Conferences

Objective: After I’ve read and commented upon your draft, and you’ve read and considered my comments, we’ll meet for a 25-minute conference in which we’ll work together on strategies for revising the paper. These conferences are a crucial part of the writing process and essential to the progress that you will make in this class because they allow us to discuss general strategies of interpretation and argumentation with reference to your specific paper.

Conference Sign Ups:In the week before a conference week, please use the conference sign-up tool located under the “Conferences” page on our Canvas site.

Conference Location: 1 Bow Street, #236

Instructions: To make the best use of that time, please arrive ready to discuss your draft. Bring the texts you’re writing on, as well as a pen: you’ll come up with good ideas and you’ll want to get them down. Also review your draft before you come, so that it’s fresh in your mind.

Your own thoughts about your work are essential to the success of the conference. We will be in dialogue about your argument: I will not monologue about it. Given the importance of your role – the writer’s role – keep in mind:

  • My role as your reader is not to “fix” your essay. I will give you an invested and considered response to your work, which you will use as you revise your argument. Ultimately, you will make the final decisions about your revisions and thus the final form of your argument.
  • You will rethink and rewrite your essay, not merely tinker with it. A true revision requires you to eliminate, add, and refine parts of the argument, since you will discover stronger ideas and approaches to material only through writing the first draft. Revision is not a symptom of failure, but rather a necessary and productive reflection of how we work through ideas and communicate them to others. Such rewriting is an intrinsic part of the writing process; all writers, from famous professors to Nobel Prize winners, rewrite their work.

Finally, to help us make efficient use of our conference time, consider the following questions and be prepared to discuss them:

  • Where is your thesis? What specific claim does it make? What specific evidence/types of evidence does your thesis tell us you will employ to make your point? What particular preparation do you think a reader needs to understand your thesis (context, summary, key words defined, etc.), and do you provide that preparation in the introduction?
  • Point to what you think of as the strongest close reading (careful analysis of a detail, element, or pattern in the text) in your paper so far. What makes this strong? What is the weakest close reading? What makes it weak?
  • Chose one body paragraph to discuss. What idea/argument/point controls this paragraph? How does your assertion establish that point? How do you introduce your evidence? What evidence do you provide? How specific is it? How is the evidence explained? Can we see all of the steps that make the evidence relevant to the point of the paragraph?
  • What is the rationale for the order of your paragraphs? Why did you arrange your ideas in the order that you did?
  • How does your conclusion help us to see the importance or relevance of your argument?

In addition to your answers to these questions and your questions about my comments, there are two items you should bring as a hard copy (so that we can make notes on them) to every conference with me (and, I would suggest, with any other professor when you go to discuss a paper):

  • conceptual map of your argument: the conceptual map will help you “talk me through” your argument, and we can identify and discuss any problematic links in the chain of your logic.
  • basic outline of your paper: the basic outline will provide a snapshot of the structure of your paper at a glance, and we can quickly reorganize aspects of the paper if need be.

Please arrive early enough to start on time. I look forward to meeting with you!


Task to carry out = It would help if you retyped the data exactly, leaving out the pictures.

[[ Information shown open ]]

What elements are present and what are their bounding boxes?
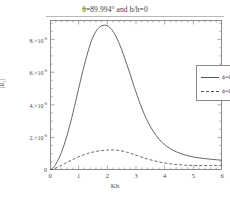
y-tick-label: 6.×10-8	[30, 68, 47, 76]
x-tick-label: 5	[192, 172, 195, 179]
legend-box: ϕ=0.1 ϕ=0.7	[196, 65, 230, 101]
x-tick-label: 0	[48, 172, 51, 179]
x-tick-label: 1	[77, 172, 80, 179]
plot-area: ϕ=0.1 ϕ=0.7	[50, 20, 222, 170]
title-underline-divider	[46, 16, 224, 17]
legend-entry-0: ϕ=0.1	[201, 71, 230, 83]
y-tick-label: 2.×10-8	[30, 133, 47, 141]
y-tick-label: 4.×10-8	[30, 101, 47, 109]
y-tick-label: 8.×10-8	[30, 36, 47, 44]
chart-title: θ=89.994° and b/h=0	[0, 5, 230, 14]
x-tick-label: 4	[163, 172, 166, 179]
legend-label-0: ϕ=0.1	[222, 74, 230, 80]
x-tick-label: 2	[106, 172, 109, 179]
legend-line-dashed-icon	[201, 88, 219, 95]
x-tick-label: 3	[134, 172, 137, 179]
x-tick-label: 6	[220, 172, 223, 179]
legend-line-solid-icon	[201, 74, 219, 81]
figure-root: θ=89.994° and b/h=0 |R1| ϕ=0.1 ϕ=0.7 02.…	[0, 0, 230, 198]
legend-label-1: ϕ=0.7	[222, 88, 230, 94]
x-axis-label: Kh	[0, 182, 230, 190]
y-tick-label: 0	[44, 167, 47, 173]
legend-entry-1: ϕ=0.7	[201, 85, 230, 97]
y-axis-label: |R1|	[0, 79, 7, 88]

[[ Information shown closed ]]

Finished exercise =
What elements are present and what are their bounding boxes?
y-tick-label: 6.×10-8	[30, 68, 47, 76]
x-tick-label: 5	[192, 172, 195, 179]
legend-box: ϕ=0.1 ϕ=0.7	[196, 65, 230, 101]
x-tick-label: 0	[48, 172, 51, 179]
x-tick-label: 1	[77, 172, 80, 179]
plot-area: ϕ=0.1 ϕ=0.7	[50, 20, 222, 170]
title-underline-divider	[46, 16, 224, 17]
legend-entry-0: ϕ=0.1	[201, 71, 230, 83]
y-tick-label: 2.×10-8	[30, 133, 47, 141]
y-tick-label: 4.×10-8	[30, 101, 47, 109]
y-tick-label: 8.×10-8	[30, 36, 47, 44]
chart-title: θ=89.994° and b/h=0	[0, 5, 230, 14]
x-tick-label: 4	[163, 172, 166, 179]
legend-label-0: ϕ=0.1	[222, 74, 230, 80]
x-tick-label: 2	[106, 172, 109, 179]
legend-line-dashed-icon	[201, 88, 219, 95]
x-tick-label: 3	[134, 172, 137, 179]
x-tick-label: 6	[220, 172, 223, 179]
legend-line-solid-icon	[201, 74, 219, 81]
figure-root: θ=89.994° and b/h=0 |R1| ϕ=0.1 ϕ=0.7 02.…	[0, 0, 230, 198]
legend-label-1: ϕ=0.7	[222, 88, 230, 94]
x-axis-label: Kh	[0, 182, 230, 190]
y-tick-label: 0	[44, 167, 47, 173]
legend-entry-1: ϕ=0.7	[201, 85, 230, 97]
y-axis-label: |R1|	[0, 79, 7, 88]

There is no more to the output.